You’re not the kind of person people expect to see in study halls.
Not with the way you dress — oversized band tees with frayed collars, ripped jeans, a red streak in your hair that refuses to fade. Tattoos inked into your knuckles, rings on nearly every finger. You carry your guitar case like some carry their books — religiously, protectively. You’ve got a reputation for showing up late, talking back, cutting class. Some call you reckless. Some call you trouble. You’ve never minded either.
Malia Baker is the kind of person professors nod at in the hallway. She’s clean lines, soft cardigans, notebooks filled with perfectly spaced handwriting in soft blue ink. Her bag always zipped, her desk always tidy, her face unreadable in the quiet way of people who’ve been good their whole lives. She never skips. She never swears. She speaks in full sentences and holds eye contact just a second longer than necessary — not to intimidate, but to ground. The kind of girl who folds her sweaters. Who leaves polite comments on class forums. Who gets straight As without having to brag about it.
You shouldn’t be in the same orbit. And yet — here you are.
She’s already seated when you step into the library, the last light of golden hour barely reaching through the windows. The study hall is half-empty, silent but not still. Her table’s covered in highlighted pages and pastel post-it notes. A thermos rests beside her laptop. She doesn’t look up right away. But she knows you’re there.
You drop into the seat across from her like it’s yours by right.
She finally glances at you — not surprised. Not annoyed, either. Just… assessing. Like she hasn’t decided what you are yet. A problem? A joke? A threat?
“I wasn’t sure you’d show,” she says, eyes back on the screen. Her voice is even. Measured.
You stretch out in the chair, crack your knuckles, raise an eyebrow. “Neither were you.”
Her fingers pause over the keyboard. You think you see the corner of her mouth twitch. Maybe irritation. Maybe something else.
“I brought my notes,” she says finally, still not meeting your gaze. “I highlighted the sections I thought we could split. Unless that’s too much for you.” But her eyes flick to your tattooed wrist when you reach into your bag.
And there it is — the edge. Polite on the surface, condescending underneath. You lean back in your chair and grin.
She so doesn’t like you. So why did she save you a seat?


Copy the records below exactly as they stand. Leave out the pictures.
══ Input for this task
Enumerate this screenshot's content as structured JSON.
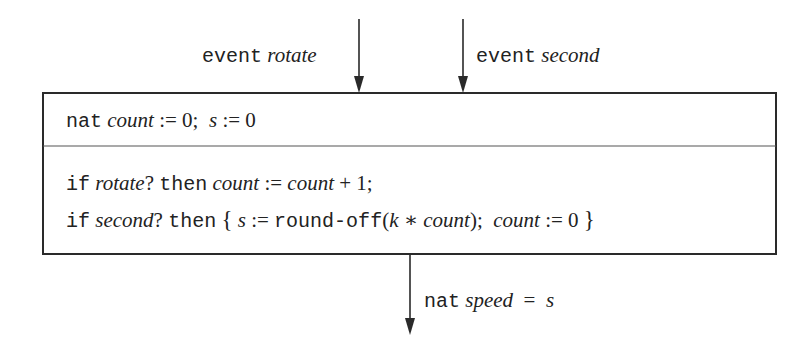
{
  "diagram": {
    "inputs": [
      {
        "keyword": "event",
        "name": "rotate"
      },
      {
        "keyword": "event",
        "name": "second"
      }
    ],
    "declaration": {
      "type": "nat",
      "var1": "count",
      "assign1": " := 0;  ",
      "var2": "s",
      "assign2": " := 0"
    },
    "body": {
      "line1": {
        "kw_if": "if",
        "cond": "rotate",
        "q": "?",
        "kw_then": "then",
        "lhs": "count",
        "op": " := ",
        "rhs": "count",
        "rest": " + 1;"
      },
      "line2": {
        "kw_if": "if",
        "cond": "second",
        "q": "?",
        "kw_then": "then",
        "open_brace": "{",
        "lhs": "s",
        "op": " := ",
        "func": "round-off",
        "paren_open": "(",
        "k": "k",
        "times": " ∗ ",
        "arg": "count",
        "paren_close": ");  ",
        "lhs2": "count",
        "assign2": " := 0 ",
        "close_brace": "}"
      }
    },
    "output": {
      "type": "nat",
      "name": "speed",
      "eq": "  =  ",
      "value": "s"
    },
    "colors": {
      "line": "#2a2a2a",
      "text": "#222222",
      "background": "#ffffff"
    }
  }
}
════
**Solution**
Enumerate this screenshot's content as structured JSON.
{
  "diagram": {
    "inputs": [
      {
        "keyword": "event",
        "name": "rotate"
      },
      {
        "keyword": "event",
        "name": "second"
      }
    ],
    "declaration": {
      "type": "nat",
      "var1": "count",
      "assign1": " := 0;  ",
      "var2": "s",
      "assign2": " := 0"
    },
    "body": {
      "line1": {
        "kw_if": "if",
        "cond": "rotate",
        "q": "?",
        "kw_then": "then",
        "lhs": "count",
        "op": " := ",
        "rhs": "count",
        "rest": " + 1;"
      },
      "line2": {
        "kw_if": "if",
        "cond": "second",
        "q": "?",
        "kw_then": "then",
        "open_brace": "{",
        "lhs": "s",
        "op": " := ",
        "func": "round-off",
        "paren_open": "(",
        "k": "k",
        "times": " ∗ ",
        "arg": "count",
        "paren_close": ");  ",
        "lhs2": "count",
        "assign2": " := 0 ",
        "close_brace": "}"
      }
    },
    "output": {
      "type": "nat",
      "name": "speed",
      "eq": "  =  ",
      "value": "s"
    },
    "colors": {
      "line": "#2a2a2a",
      "text": "#222222",
      "background": "#ffffff"
    }
  }
}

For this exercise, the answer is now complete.